By Jim Stafford
Copyright © 2015, The Oklahoma Publishing Company
Years ago, I wandered through the fantastic maze that is the annual Biotechnology Industry Organization (BIO) convention and discovered a long row of corn as high as an elephant’s eye. It was growing inside a giant convention hall in a city like Philadelphia.
Racing back to the Oklahoma exhibition booth at the show, I asked Steve Rhines, vice president and general counsel for The Samuel Roberts Noble Foundation, based in Ardmore, to come see this agricultural exhibit with me on the floor of the world’s largest biotechnology exhibition and educational show.
Rhines was more than happy to view the exhibit and even posed for a photo in front of the corn stalks. We discussed the potential that the corn offered people — and livestock — worldwide.

It was prime evidence that the annual BIO show isn’t just for life sciences. Agriculture plays a major role in advances in biotechnology.
In Oklahoma, the Noble Foundation is among the state’s leading entities for developing new varieties of plants that benefit both livestock and people.
Annually, the Noble Foundation has had a presence among the group of about 80 people who showcase Oklahoma to the world through the OKBio booth on the floor of the BIO show
This year, Jeff Moen, Noble’s director of business development, will be among those greeting visitors to the Oklahoma booth at the BIO show in Philadelphia on June 15-18.
Moen attended last year’s show in San Diego, so he already knows how overwhelming it can be.
“We’re just excited to get out to this year’s conference and share with everyone the impact of biotechnology on the agricultural industry and the benefits that biotechnology has not only to agricultural producers but all consumers,” Moen said.
“We are all consumers of agricultural products, and biotechnology is important if we are going to continue to feed our expanding global population.

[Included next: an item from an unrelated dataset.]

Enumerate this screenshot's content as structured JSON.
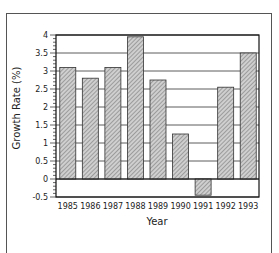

The Noble Foundation employs about a hundred Ph.D. scientists working to develop new crops — through traditional plant breeding and genetic modification — that are more nutritious for livestock and hardy enough to grow in arid climates.
For the group of Oklahomans who pitch our state as a welcoming hotbed of biotechnology research, the excitement generated by the OKBio booth is infectious.
Oklahoma’s area of biotechnology research stretches across a large portion of the state, from Ardmore in the south through Oklahoma City and to Stillwater, Tulsa and beyond in the northeast.
“It’s so exciting to see all of us pulling together from the various scientific focuses coming together to promote all the great science we are producing here in the state of Oklahoma,” Moen said.
“And to tell our story to the rest of the world.”
After all, we are the state where corn grows as high as an elephant’s eye.
Richard Rogers and Oscar Hammerstein said so.
Jim Stafford writes about the state’s life sciences industry on behalf of the Oklahoma Bioscience Association.